Professor Bruce Armstrong is an Adjunct Professor at The University of Western Australia and an Emeritus Professor in the School of Public Health at The University of Sydney

This report supports the IARC monograph's conclusion that RFE is possibly carcinogenic to humans. 

Last updated: 03 Nov 2016 3:50pm
Dr Rodney Croft is Director of the Australian Centre for Electromagnetic Bioeffects Research, an NHMRC Centre of Research Excellence at the University of Wollongong

The National Toxicology Program (NTP) study addressed a range of important health-related endpoints in rats and mice and is an important contribution to the radiofrequency (RF) emission health debate.

Unfortunately there is not sufficient detail in the present report to evaluate it fully, particularly given a number of criticisms by the reviewers (and described in Appendix G of the report). Of particular note is that the rats treated with RF lived longer than the controls (which is counter intuitive given that the increased tumour rates normally lead to reduced lifespan), the controls did not have ‘any’ tumours (which is also not what is normally found), and the lack of clear dose-response relationships raises the possibility that the results may merely be ‘false positives’ (particularly given the large number of statistical comparisons, the one significant result would appear consistent with chance).

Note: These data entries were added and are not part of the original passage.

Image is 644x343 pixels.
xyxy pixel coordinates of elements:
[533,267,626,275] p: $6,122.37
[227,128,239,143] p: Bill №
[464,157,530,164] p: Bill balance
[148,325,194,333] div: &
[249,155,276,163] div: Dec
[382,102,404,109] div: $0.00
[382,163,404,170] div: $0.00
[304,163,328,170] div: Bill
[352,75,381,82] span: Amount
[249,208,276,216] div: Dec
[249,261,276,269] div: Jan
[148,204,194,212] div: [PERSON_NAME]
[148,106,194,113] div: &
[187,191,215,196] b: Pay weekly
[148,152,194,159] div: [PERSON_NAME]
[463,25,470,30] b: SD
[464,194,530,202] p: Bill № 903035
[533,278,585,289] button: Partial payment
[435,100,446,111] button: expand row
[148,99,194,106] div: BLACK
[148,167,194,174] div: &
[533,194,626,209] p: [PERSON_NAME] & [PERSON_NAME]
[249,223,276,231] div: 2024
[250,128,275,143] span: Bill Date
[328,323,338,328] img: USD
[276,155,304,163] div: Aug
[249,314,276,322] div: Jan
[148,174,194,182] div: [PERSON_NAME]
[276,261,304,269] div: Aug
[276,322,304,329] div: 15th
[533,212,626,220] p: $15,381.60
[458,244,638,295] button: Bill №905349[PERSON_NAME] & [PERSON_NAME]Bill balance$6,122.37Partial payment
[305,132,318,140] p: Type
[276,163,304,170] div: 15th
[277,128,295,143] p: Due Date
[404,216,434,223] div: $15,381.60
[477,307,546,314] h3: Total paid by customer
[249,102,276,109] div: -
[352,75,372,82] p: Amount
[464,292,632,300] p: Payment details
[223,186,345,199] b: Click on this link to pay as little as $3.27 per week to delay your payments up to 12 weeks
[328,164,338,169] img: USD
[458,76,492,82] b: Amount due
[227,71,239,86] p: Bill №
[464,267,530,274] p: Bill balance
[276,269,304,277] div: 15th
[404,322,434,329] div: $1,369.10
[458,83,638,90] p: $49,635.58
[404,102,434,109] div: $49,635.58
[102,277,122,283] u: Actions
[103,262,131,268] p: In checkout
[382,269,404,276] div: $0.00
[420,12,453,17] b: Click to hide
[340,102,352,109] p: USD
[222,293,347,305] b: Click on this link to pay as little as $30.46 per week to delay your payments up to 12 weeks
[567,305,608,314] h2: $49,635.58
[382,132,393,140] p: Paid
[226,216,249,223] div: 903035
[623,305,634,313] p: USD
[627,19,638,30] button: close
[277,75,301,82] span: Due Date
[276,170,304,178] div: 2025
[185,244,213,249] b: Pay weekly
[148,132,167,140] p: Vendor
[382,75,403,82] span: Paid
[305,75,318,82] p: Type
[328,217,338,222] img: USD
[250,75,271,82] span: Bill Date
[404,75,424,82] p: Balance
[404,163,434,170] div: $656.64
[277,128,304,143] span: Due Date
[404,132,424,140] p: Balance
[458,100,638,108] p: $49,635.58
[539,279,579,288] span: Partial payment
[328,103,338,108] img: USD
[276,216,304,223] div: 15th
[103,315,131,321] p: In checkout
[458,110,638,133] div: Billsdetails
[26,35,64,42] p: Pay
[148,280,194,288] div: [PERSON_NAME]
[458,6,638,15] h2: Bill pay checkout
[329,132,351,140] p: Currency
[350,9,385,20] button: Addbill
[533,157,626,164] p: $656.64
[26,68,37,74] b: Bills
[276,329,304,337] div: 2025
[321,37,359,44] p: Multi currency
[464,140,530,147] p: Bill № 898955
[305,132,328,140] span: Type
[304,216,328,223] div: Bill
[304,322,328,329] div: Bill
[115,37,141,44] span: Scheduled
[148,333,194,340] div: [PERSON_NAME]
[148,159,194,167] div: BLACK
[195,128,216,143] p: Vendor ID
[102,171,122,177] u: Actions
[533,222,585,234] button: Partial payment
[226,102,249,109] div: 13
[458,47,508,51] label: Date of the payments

It is also noteworthy that the results do not appear consistent with the cancer rates within the human population, nor with the majority of other experimental research, even at the very high exposure levels, which are many times higher than humans are exposed to.
 
The NTP study will thus need to be fully evaluated once further details become available, and considered within the context of RF emissions science as a whole. At present though, and particularly given a range of uncertainties regarding its results, the NTP report does not provide reason to move from the current scientific consensus that mobile phone-like exposure does not impact health.